3 bd · 2.0 ba ·
1,617 sqft ·
Built 1998
· Condo
· Active
· 3 DOM
Cashflow @ list (25.0% down · 7.5%)
Estimated rent
$4,455/mo
Mortgage (P&I)
−$2,197
Tax + insurance
−$1,125
HOA
−$541
Vac / Maint / Mgmt
−$936
Net cashflow
$-344/mo
Annual
$-4,124/yr
Cap rate
6.53%
Cash-on-cash
0.85%
DSCR
1.04
1% rule
1.06%
Cash to close
$117,320
Investor read
This is a 3-bed/2.0-bath condo listed at $419k. Condition is rated good.
At list price, monthly cash flow is $-344 ($-4k/yr) — negative.
To cash-flow at today's rent, offer at most $369k (11.9% below list).
Meets the 1% rule at list price ($4k rent vs $419k).
Only 3 days on market — expect competitive offers; lowballing is unlikely to land.
Recommended offer: $369k (11.9% below list) — sets the bar for cash-flow.
Local home prices are declining (-3.0%/yr); year-one equity from $3k of loan paydown is wiped out by about $13k of value loss. Plan a longer hold.
Location reads 61/100 on livability (#786 in FL) — a middle-class / working-renter tenant base. Strengths: crime A+, employment A-; Watch: health & safety D, schools F, amenities F.
Collier (suburban): math 60% / reading 56% proficiency, ranked #16 of 73 in FL (top 22%) — acceptable for families but not a draw, mixed tenant base, ~2y average lease.
Watch-outs: flood insurance adds $427/mo.
Market conditions: Rents rising fast (+5.6%/yr); 597 active listings in the ZIP; 40 comparable units currently listed for rent nearby; rentals at typical pace (median 24d on market — plan ~3-4 weeks tenant-placement turnaround); solid renter incomes; 3,520 units permitted in Collier County in 2024 (959 in 5+ unit buildings).
Collier County population projected at +30% by 2050 — long-run rental-demand tailwind backs the buy-and-hold thesis.
Climate carrying-cost: in FEMA flood zone AE (mandatory federal flood insurance); severe wind risk, 99% chance of damaging wind over 30y; extreme-heat days projected 7→29/yr by 2055 (HVAC capex compounding) — expect insurance premiums to compound above CPI over the hold.
At $4,455/mo this rent would consume 65% of the median local household income ($82k/yr) (locally 954% of renters already pay >50% of income on rent) — very limited rent-growth headroom before tenants either downsize or default.
Questions for listing agent
What do current leases actually rent for vs. the listed asking? Can we see a recent rent roll and the last 12 months of T-12 income?
What's the actual annual flood-insurance premium (NFIP or private), and is the property in a SFHA with mandatory coverage?
What does the HOA fee cover, when was the last increase, and are there any pending special assessments or reserve-fund shortfalls?
Any open or pending special assessments — roof, HVAC, plumbing, elevator, façade? What's the per-unit balance and payoff schedule, and is the seller paying it off at close or rolling it to the buyer?
Is there a deadline driving the sale (1031 exchange, divorce, estate, relocation)? That informs how much negotiation room exists.
Schools are F-rated, which usually means shorter tenancies and higher turnover. Who's the typical renter profile here, and what's been the actual vacancy rate?
The area grade is low — what's the realistic commute time and amenity access for the typical tenant pool here? Any planned neighborhood developments (good or bad) we should know about?
What's the average days-on-market for RENTAL listings here right now (not sales)? A rising rental-DOM trend means longer vacancies and softer asking-rent achievability than the comps imply.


The records below need retyping in full; give them again exactly.

*Data to use:*
★ ★ ★ ★ ★

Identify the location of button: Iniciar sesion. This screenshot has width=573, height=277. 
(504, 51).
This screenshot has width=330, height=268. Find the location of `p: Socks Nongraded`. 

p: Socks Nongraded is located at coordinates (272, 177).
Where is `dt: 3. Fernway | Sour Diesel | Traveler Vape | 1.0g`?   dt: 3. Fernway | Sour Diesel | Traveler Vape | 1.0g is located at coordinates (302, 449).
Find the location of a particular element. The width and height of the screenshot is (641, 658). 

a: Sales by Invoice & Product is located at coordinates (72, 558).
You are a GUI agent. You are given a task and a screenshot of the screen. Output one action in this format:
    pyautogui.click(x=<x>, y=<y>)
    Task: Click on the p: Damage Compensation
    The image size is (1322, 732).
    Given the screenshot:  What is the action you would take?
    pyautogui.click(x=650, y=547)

★ ★ ★ ★ ★

*Solution for this exercise:*
Identify the location of button: Iniciar sesion. This screenshot has width=573, height=277. 
(504, 51).
This screenshot has width=330, height=268. Find the location of `p: Socks Nongraded`. 

p: Socks Nongraded is located at coordinates (272, 177).
Where is `dt: 3. Fernway | Sour Diesel | Traveler Vape | 1.0g`?   dt: 3. Fernway | Sour Diesel | Traveler Vape | 1.0g is located at coordinates (302, 449).
Find the location of a particular element. The width and height of the screenshot is (641, 658). 

a: Sales by Invoice & Product is located at coordinates (72, 558).
You are a GUI agent. You are given a task and a screenshot of the screen. Output one action in this format:
    pyautogui.click(x=<x>, y=<y>)
    Task: Click on the p: Damage Compensation
    The image size is (1322, 732).
    Given the screenshot:  What is the action you would take?
    pyautogui.click(x=650, y=547)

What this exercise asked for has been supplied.